INVESTIGADORES
GOLLUSCIO lucia Angela
congresos y reuniones científicas
Título:
Collaborative fieldwork without a speaking community: the case of extremely endangered languages
Autor/es:
GOLLUSCIO LUCÍA
Reunión:
Workshop; Documentation of Endangered Languages (Dobes) Program Workshop; 2009
Institución organizadora:
Max Planck Institute for Psycholinguistics
Resumen:
Field researchers all agree on the positive results of cooperative fieldwork with a speaking community. In this paper, I focus on a less explored and often overlooked collaborative fieldwork relationship: that weaved between linguists and key consultants when documenting a dying language without a territorially-based community. These few speakers have often experienced diaspora and their invisibilization as migrants in large cities.The paper presents the results of a DoBeS-rooted field research on Vilela, an extremely endangered South American language. I focus on the retelling, recording, transcribing, translating, and annotating of a Vilela story of origin with the two elderly speakers located within the framework of the Chaco Languages DoBeS Project. This narrative, the only available piece of discourse of lenght in Vilela, was collected, transcribed (with a Spanish-oriented orthography) and not always reliably translated by a White physician in Chaco, 1889 (Llamas 1910).After describing the methodology, I examine the linguistic findings of this two-year fieldwork. In particular, I analize some phonetic-phonological features that are absent in Lozano (1970); the links of the lexicon with contemporary Vilela and new lexicon; some basic vocabulary, morphological markers and word formation resources (reduplication, nominal incorporation) that are also present in Machoni's Lule and Tonocote grammar (1732); as well as some verb sequencing and clause combination strategies. This joint research has also enabled us to better understand the fragility of Vilela's current situation in light of the painful history of these people, as poetically narrated in this story. Finally, it highlights the scientific role that the last speakers play in contributing to the knowledge of their language, the population movements, and linguistic contact in a multicultural and muntilingual area.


EXERCISE DIRECTIONS:
For each line of the data below, test for "excluded". Report only the number of lines that pass.

DATASET ENTRIES:
▽
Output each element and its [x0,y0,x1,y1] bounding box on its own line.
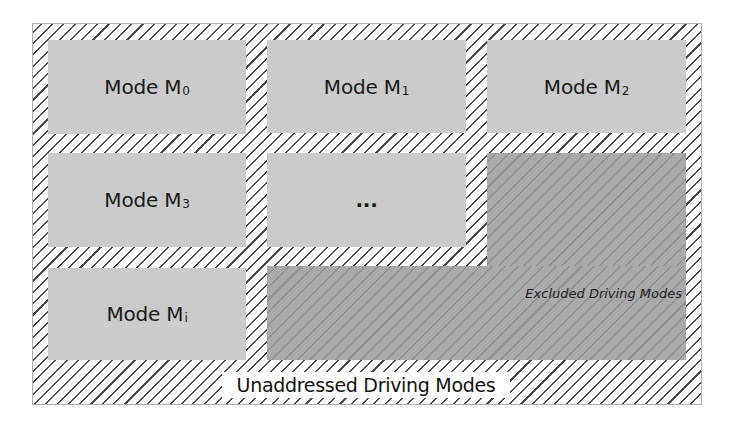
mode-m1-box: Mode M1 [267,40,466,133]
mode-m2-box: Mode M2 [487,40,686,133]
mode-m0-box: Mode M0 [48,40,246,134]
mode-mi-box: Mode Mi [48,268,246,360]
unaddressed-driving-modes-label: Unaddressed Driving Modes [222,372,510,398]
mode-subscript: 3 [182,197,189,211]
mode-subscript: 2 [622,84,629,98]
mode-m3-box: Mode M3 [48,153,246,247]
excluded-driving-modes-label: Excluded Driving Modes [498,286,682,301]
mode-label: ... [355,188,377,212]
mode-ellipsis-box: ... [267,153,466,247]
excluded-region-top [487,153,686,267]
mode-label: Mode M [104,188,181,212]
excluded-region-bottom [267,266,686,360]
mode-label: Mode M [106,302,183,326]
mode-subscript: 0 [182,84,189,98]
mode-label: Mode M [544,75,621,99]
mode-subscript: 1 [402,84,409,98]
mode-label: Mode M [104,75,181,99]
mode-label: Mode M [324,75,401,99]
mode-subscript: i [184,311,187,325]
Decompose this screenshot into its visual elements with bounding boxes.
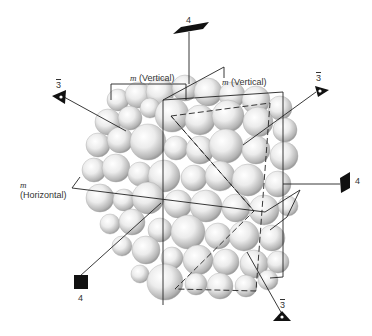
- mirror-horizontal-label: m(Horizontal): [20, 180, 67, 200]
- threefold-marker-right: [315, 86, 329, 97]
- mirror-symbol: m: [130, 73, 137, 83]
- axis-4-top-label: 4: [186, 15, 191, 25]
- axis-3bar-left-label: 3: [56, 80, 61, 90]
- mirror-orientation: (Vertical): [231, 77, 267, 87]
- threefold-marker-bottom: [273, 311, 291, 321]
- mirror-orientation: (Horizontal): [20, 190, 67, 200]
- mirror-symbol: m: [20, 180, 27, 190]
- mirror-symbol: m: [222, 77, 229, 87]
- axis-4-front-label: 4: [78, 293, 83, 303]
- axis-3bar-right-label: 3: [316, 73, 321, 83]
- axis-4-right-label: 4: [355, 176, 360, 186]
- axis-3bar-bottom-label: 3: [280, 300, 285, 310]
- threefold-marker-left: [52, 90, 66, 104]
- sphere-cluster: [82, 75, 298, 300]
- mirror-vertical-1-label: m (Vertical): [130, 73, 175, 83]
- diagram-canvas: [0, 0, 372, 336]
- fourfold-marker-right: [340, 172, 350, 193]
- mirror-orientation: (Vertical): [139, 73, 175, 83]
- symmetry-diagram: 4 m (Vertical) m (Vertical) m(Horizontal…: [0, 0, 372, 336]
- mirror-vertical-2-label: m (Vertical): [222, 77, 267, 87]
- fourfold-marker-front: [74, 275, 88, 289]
△
EXERCISE RESULT:
3